Only about seven minutes drive from her family's home, the police rescued four-year-old Cleo Smith from a locked house early Wednesday morning. The girl disappeared 18 days ago from the tent in which she and her family had stayed at a campsite about 75 kilometers from his home town of Carnarvon in the state of Western Australia. According to the police, an emergency team had gained access to the house at 12:46 a.m. with a ram and a crowbar and found little Cleo in one of the rooms.

“One of the policemen picked her up, took her in his arms and asked: What's your name?

She said 'My name is Cleo,' ”West Australian Vice Police Chief Col Blanch reported.

A 36 year old man is in police custody and is still being questioned.

According to police, he is not related to the girl's family.

According to the press, Cleo was alone in the house when the police released her.

The man was picked up nearby.

Bought diapers in the supermarket

Neighbors told ABC that the man had kept quiet and recently bought diapers at a local supermarket. "We had no light ... for whom he had bought it," said the neighbor. The girl was returned to her mother and her partner shortly after she was rescued. "Our family is whole again," wrote mother Ellie Smith in a post on Instagram.

The blonde girl disappeared from the tent where she and her family had stayed overnight on October 16.

The tent was set up at the campsite near the Quobba Blowholes, a remote excursion destination on the Indian Ocean almost 1,000 kilometers north of the Western Australian capital Perth.

That night around 1.30 a.m., her mother had seen Cleo when she asked for a drink of water.

In the morning around 6.30 a.m., the girl disappeared with her sleeping bag.

The part of the tent it had been in had been zipped up to a height beyond the reach of a four-year-old child.

Search by land, air and sea

According to the police, Cleo made a healthy impression during the rescue and smiled when the police found her. She is doing as well as one might expect under the circumstances, said Western Australian police chief Chris Dawson. The police had combed the area in a huge search and offered a reward of one million Australian dollars (644,000 euros) for clues. You never gave up hope of finding the girl, Dawson said. After the search on land, from the air and at sea remained unsuccessful, the police assumed that the girl had been kidnapped.

The investigators then concentrated on following up the smallest clues.

For example, on October 16, around three in the morning, during the alleged period of Cleo's disappearance, a car was seen turning out of an access road to the campsite.

In addition, the data from cell phone masts and surveillance cameras in the area were evaluated.

The police recently announced that they also wanted to take satellite images into account.

"We investigated a variety of forensic leads that led us to this particular house," said Chris Dawson.

Officials wept with relief

The police chief spoke of the "needle in a haystack" that was only found last night. But he gave no further clues to the trail that eventually led to the building in Brockman, a suburb of Carnarvon. He couldn't give any more details about the man either. "We're still questioning the guy," Dawson said. According to a press report, the house is in a street section with several dilapidated buildings. The place Carnarvon is known for fishing and banana plantations.

Relief over the girl's rescue spread from Western Australia across the country on Wednesday morning. “The nightmare is finally over for Cleo and her family,” Western Australian Prime Minister Mark McGowan wrote on Twitter. Vice Police Chief Blanch said on Channel Seven the cops collapsed crying after finding Cleo in the house. The recordings of the body cameras, which were carried by the officers during the operation, were burned into his memory. "It was an incredible moment," said the police chief.

At a press conference, McGowan spoke of an "exciting, uplifting and wonderful day".

It is the result of fantastic police work, which can be used as a model not only in Australia, but worldwide.

A special commission made up of around 100 officials took part in the investigation, along with a large number of volunteers.

The Prime Minister expressed his condolences to the family, who had been through traumatic experiences in the past two and a half weeks and had to endure malicious online attacks.

The mother, her partner and also the biological father, who is said to live near Perth, were not suspected of having anything to do with the girl's disappearance.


▶ Problem to solve
Every entry must come back exactly as it was given.

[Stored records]
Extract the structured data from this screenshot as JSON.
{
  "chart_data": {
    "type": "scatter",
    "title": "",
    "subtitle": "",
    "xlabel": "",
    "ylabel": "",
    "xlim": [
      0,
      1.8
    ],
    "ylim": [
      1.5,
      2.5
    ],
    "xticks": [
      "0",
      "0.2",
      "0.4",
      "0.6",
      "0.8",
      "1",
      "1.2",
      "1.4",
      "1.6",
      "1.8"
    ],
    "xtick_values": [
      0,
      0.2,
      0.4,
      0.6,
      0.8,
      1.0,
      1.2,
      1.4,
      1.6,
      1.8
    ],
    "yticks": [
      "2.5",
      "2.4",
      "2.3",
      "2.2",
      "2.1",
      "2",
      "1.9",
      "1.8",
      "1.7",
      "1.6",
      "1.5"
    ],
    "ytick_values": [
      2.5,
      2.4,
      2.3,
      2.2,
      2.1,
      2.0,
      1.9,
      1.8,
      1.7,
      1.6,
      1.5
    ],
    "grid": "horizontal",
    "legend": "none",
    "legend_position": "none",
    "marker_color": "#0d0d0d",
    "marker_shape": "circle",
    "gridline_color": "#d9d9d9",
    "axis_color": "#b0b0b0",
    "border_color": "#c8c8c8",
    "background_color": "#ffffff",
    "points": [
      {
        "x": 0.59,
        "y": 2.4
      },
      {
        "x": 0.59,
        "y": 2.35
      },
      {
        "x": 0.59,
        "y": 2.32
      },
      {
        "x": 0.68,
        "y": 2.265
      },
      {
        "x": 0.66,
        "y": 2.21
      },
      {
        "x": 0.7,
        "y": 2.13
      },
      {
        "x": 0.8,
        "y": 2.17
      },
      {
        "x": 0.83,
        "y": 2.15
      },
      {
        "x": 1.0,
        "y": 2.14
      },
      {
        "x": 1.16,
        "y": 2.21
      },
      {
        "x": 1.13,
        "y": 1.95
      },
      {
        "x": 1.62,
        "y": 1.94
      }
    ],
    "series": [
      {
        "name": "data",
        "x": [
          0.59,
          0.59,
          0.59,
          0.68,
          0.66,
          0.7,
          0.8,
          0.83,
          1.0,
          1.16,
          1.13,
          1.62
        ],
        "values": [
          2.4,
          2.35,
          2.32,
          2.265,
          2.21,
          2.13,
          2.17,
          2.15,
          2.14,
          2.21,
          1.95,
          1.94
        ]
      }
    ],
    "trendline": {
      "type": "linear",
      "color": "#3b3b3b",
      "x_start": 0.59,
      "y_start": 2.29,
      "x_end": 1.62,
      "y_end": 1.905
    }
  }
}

▶ Solved problem
Extract the structured data from this screenshot as JSON.
{
  "chart_data": {
    "type": "scatter",
    "title": "",
    "subtitle": "",
    "xlabel": "",
    "ylabel": "",
    "xlim": [
      0,
      1.8
    ],
    "ylim": [
      1.5,
      2.5
    ],
    "xticks": [
      "0",
      "0.2",
      "0.4",
      "0.6",
      "0.8",
      "1",
      "1.2",
      "1.4",
      "1.6",
      "1.8"
    ],
    "xtick_values": [
      0,
      0.2,
      0.4,
      0.6,
      0.8,
      1.0,
      1.2,
      1.4,
      1.6,
      1.8
    ],
    "yticks": [
      "2.5",
      "2.4",
      "2.3",
      "2.2",
      "2.1",
      "2",
      "1.9",
      "1.8",
      "1.7",
      "1.6",
      "1.5"
    ],
    "ytick_values": [
      2.5,
      2.4,
      2.3,
      2.2,
      2.1,
      2.0,
      1.9,
      1.8,
      1.7,
      1.6,
      1.5
    ],
    "grid": "horizontal",
    "legend": "none",
    "legend_position": "none",
    "marker_color": "#0d0d0d",
    "marker_shape": "circle",
    "gridline_color": "#d9d9d9",
    "axis_color": "#b0b0b0",
    "border_color": "#c8c8c8",
    "background_color": "#ffffff",
    "points": [
      {
        "x": 0.59,
        "y": 2.4
      },
      {
        "x": 0.59,
        "y": 2.35
      },
      {
        "x": 0.59,
        "y": 2.32
      },
      {
        "x": 0.68,
        "y": 2.265
      },
      {
        "x": 0.66,
        "y": 2.21
      },
      {
        "x": 0.7,
        "y": 2.13
      },
      {
        "x": 0.8,
        "y": 2.17
      },
      {
        "x": 0.83,
        "y": 2.15
      },
      {
        "x": 1.0,
        "y": 2.14
      },
      {
        "x": 1.16,
        "y": 2.21
      },
      {
        "x": 1.13,
        "y": 1.95
      },
      {
        "x": 1.62,
        "y": 1.94
      }
    ],
    "series": [
      {
        "name": "data",
        "x": [
          0.59,
          0.59,
          0.59,
          0.68,
          0.66,
          0.7,
          0.8,
          0.83,
          1.0,
          1.16,
          1.13,
          1.62
        ],
        "values": [
          2.4,
          2.35,
          2.32,
          2.265,
          2.21,
          2.13,
          2.17,
          2.15,
          2.14,
          2.21,
          1.95,
          1.94
        ]
      }
    ],
    "trendline": {
      "type": "linear",
      "color": "#3b3b3b",
      "x_start": 0.59,
      "y_start": 2.29,
      "x_end": 1.62,
      "y_end": 1.905
    }
  }
}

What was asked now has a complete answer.